Cohen: What if FBI exposed Martin Luther King?

The attempt to sully Martin Luther King Jr.’s reputation is one of the FBI’s unforgiveable sins.|

Beverly Gage, a Yale historian, was researching a biography of J. Edgar Hoover in the National Archives when she came across the infamous letter the FBI had written to Martin Luther King Jr., outlining in the crudest form his extramarital escapades and suggesting, King concluded, that he kill himself: “There is only one thing left for you to do. You know what it is.”

King did nothing, but the FBI acted. It leaked its dirt to the press.

The year was 1964, and King was already becoming a heroic American figure. Later in the year he would become the youngest person to win the Nobel Peace Prize and, if you will pardon a personal note, it was around that time that I met him - at a news conference in New York at which I flatly knew I was in the presence of greatness. The attempt to sully King’s reputation is one of the FBI’s unforgiveable sins.

I did not know at the time abut King’s affairs. I learned about them later once the FBI bugs of King’s home and hotel rooms had become common knowledge in newsrooms around the country. But here’s the thing: No one printed a word of it. I know of no item in a gossip column and, since celebrity TV junk was still in the future, nothing on the air either. Lots of people knew the secret, but the press in those days respected the privacy of public figures: King was saved from ignominy. He was preserved for greatness.

It just so happens that Gage’s account of how she stumbled upon an uncensored version of the letter appeared in the New York Times as I was reading Matt Bai’s recapitulation of the fall of Gary Hart. Bai’s book, “All the Truth Is Out,” is a captivating retelling of how Hart’s presidential aspirations were ended when the Miami Herald staked out his Washington townhouse and wrote that he spent time with a woman who was not his wife. It was a dreadful piece of journalism, until then usually the work of shiny-suited private investigators and not budding Walter Lippmanns - or Cronkites for that matter.

Bai’s thesis is that journalism, indeed American culture, turned a corner back in 1987 when reporters, obsessed about character, went poking into the private lives of political figures.

I think he has a point, because it has always been clear to me that whatever character is, it has precious little to do with one’s sex life. Richard Nixon is exhibit A. As far as we know, he never cheated on his wife - merely on the country.

Other examples are easy to find. Franklin Roosevelt died with his one-time mistress in the room; John F. Kennedy and Lyndon Johnson were peripatetic womanizers; Thomas Jefferson almost certainly had an affair with his slave Sally Hemings; and his arch-rival, Alexander Hamilton, was always true to his country but not always to his wife.

And yet the press goes on and on about character, sometimes no doubt as an excuse to expose the salacious - 6 trillion hits! Trending! Eight billion followers! - and sometimes out of a touching naivete about human nature. The damage is not insignificant. Hart, a worthy presidential candidate and a man of high purpose, became a TV punch line. Other politicians suffered similarly - some because their behavior was outrageous (Anthony Weiner comes to mind) but some only on account of prosaic extramarital affairs. (Bill Clinton is in every category imaginable.)

I can’t help wondering what would have happened if King had been exposed at the time. The cries of hypocrisy would have blighted the sun - a minister, a civil rights leader, a married man, a father. The folks at Fox News would have drooled all over the set. The Internet would be aflame, and MSNBC would line up three experts to discuss infidelity until they drained sex of all interest. CNN would try to weave it in with that missing Malaysian airplane.

The result would be the hideous destruction of a great man - and a moral rebuff to one of the greatest of all moral movements, the one that King himself led. A man of immense dignity and incomparable bravery who embodied what is best about America would have been soiled. The vicious FBI letter - it should be framed and displayed in the lobby of the FBI Building - and an accompanying audio tape had failed to do the job intended. Thank God no reporters staked out King as they later did Hart. That, too, was a question of character.

Richard Cohen is a columnist for the Washington Post.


## EXERCISE
Go through the entries below and print, exactly, the lines starting at the one with "You are a GUI" and ending at the one with "The height and width of the screenshot is (559, 1152).", keeping both ends and no others.

** GIVEN INFORMATION follows **

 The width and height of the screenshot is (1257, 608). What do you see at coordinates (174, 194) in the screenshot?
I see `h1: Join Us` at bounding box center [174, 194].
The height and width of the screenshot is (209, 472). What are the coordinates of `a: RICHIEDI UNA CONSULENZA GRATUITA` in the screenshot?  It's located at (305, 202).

** End of GIVEN INFORMATION **
** GIVEN INFORMATION follows **

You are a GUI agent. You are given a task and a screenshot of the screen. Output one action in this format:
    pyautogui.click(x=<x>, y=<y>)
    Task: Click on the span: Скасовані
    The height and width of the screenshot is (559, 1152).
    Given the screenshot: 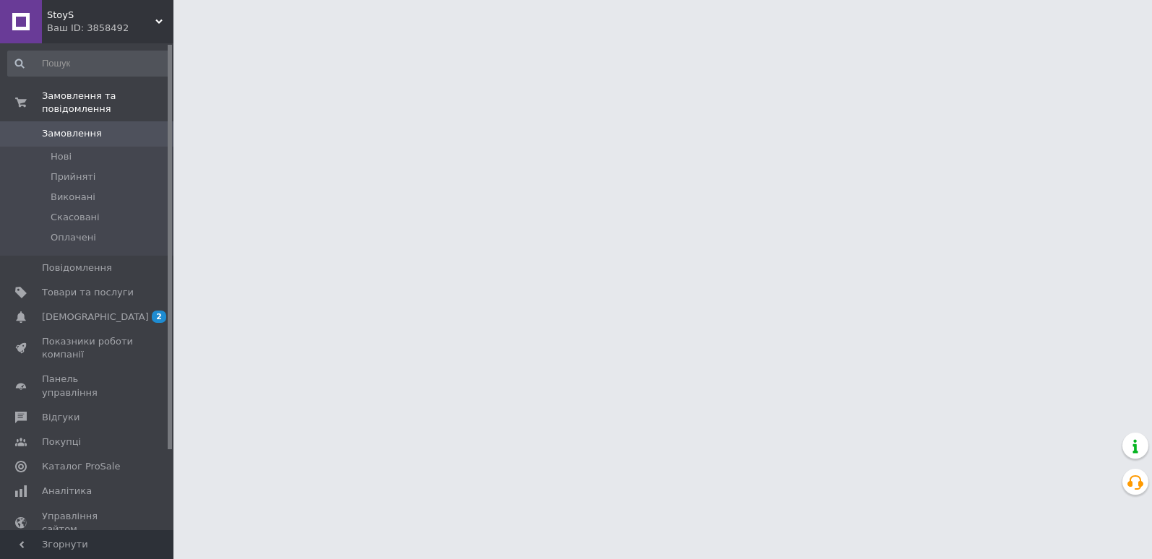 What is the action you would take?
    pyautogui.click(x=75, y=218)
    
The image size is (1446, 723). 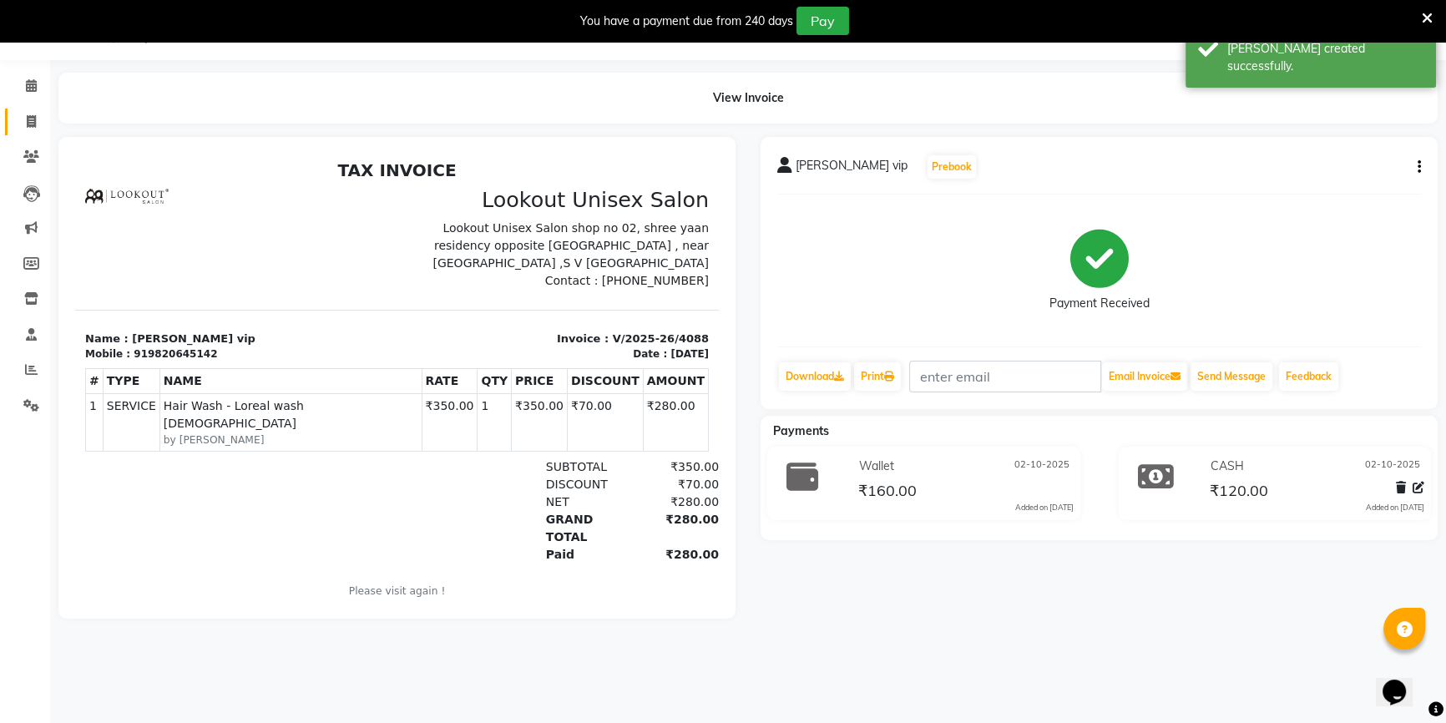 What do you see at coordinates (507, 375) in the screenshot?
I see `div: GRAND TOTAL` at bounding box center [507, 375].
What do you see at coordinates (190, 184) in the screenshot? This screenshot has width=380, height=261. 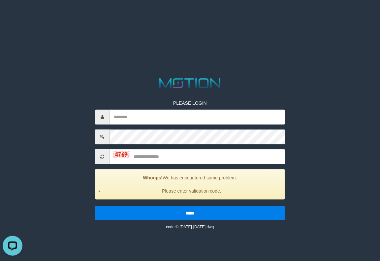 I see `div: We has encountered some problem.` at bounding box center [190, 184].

** End of GIVEN INFORMATION **

## SOLUTION
You are a GUI agent. You are given a task and a screenshot of the screen. Output one action in this format:
    pyautogui.click(x=<x>, y=<y>)
    Task: Click on the span: Скасовані
    The height and width of the screenshot is (559, 1152).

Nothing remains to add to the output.